Did you know the most common symptom (75%) MS patients deal with according to an article written by Solaro, Trabucco & Uccelli (2013) is pain. Pain onset can happen at any point during the course of the disease or it can be a secondary symptom due to fatigue or spasticity among others (p. 319). Pain for me, I believe is a culmination of the disease itself and secondary symptoms.
Pain had always be very prevalent in my life. At an early age, I had eye surgery (1 year and 6 years). When I was 10, I had my first surgery for scoliosis. I was in the hospital for about 12 days. They put rods in my back because my curve was about 60 degrees. About 3 years after that I ended up in the hospital with a ruptured appendix and was there for more than a week. I didn’t find out until years later that I had almost died. God clearly had a plan for me, wish I knew what it was!!! Only eight months after that I had my second back surgery for scoliosis. This time we had found out my rods had broke. Going into surgery at this point, my curve was 88 degrees. The doctor showed me the X-ray. Take your index finger and your thumb and make the letter “C,” that is what my X-ray looked like. It took everything I had not to fall to pieces right then and there. I at least waited until I got out of the door of the doctors office.

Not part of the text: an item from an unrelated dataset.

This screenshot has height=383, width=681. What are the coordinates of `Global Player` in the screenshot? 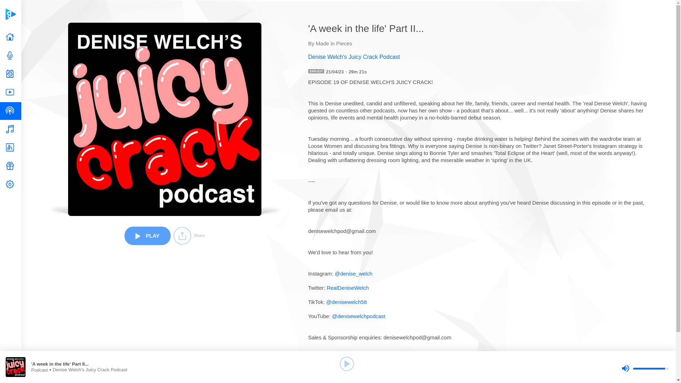 It's located at (10, 14).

For many years I was pretty much pain free, until right about the time I got diagnosed with MS. I think the course of my pain started when I threw my back out sitting on the toilet. I am not sure how someone does that? My first thought was the movie Lethal Weapon, where Danny Glover is stuck on the toilet because there is a bomb strapped to it. Ok, so I knew I wasn’t going to blow up, but it seemed like after that, my pain issues did!
According to a 2008 report referenced by Solaro, Trabucco & Uccelli (2013), there are four pain categories: continuous or intermittent central neuropathic pain (i.e., trigeminal or glossopharyngeal neuralgia, Lhermitte sign,); musculoskeletal pain (i.e., painful tonic spasms, pain secondary to spasticity, pain related to being wheelchair-bound), and mixed neuropathic and non-neuropathic pain. The majority of my pain is musculoskeletal pain. Over the years I have tried several different types of therapies.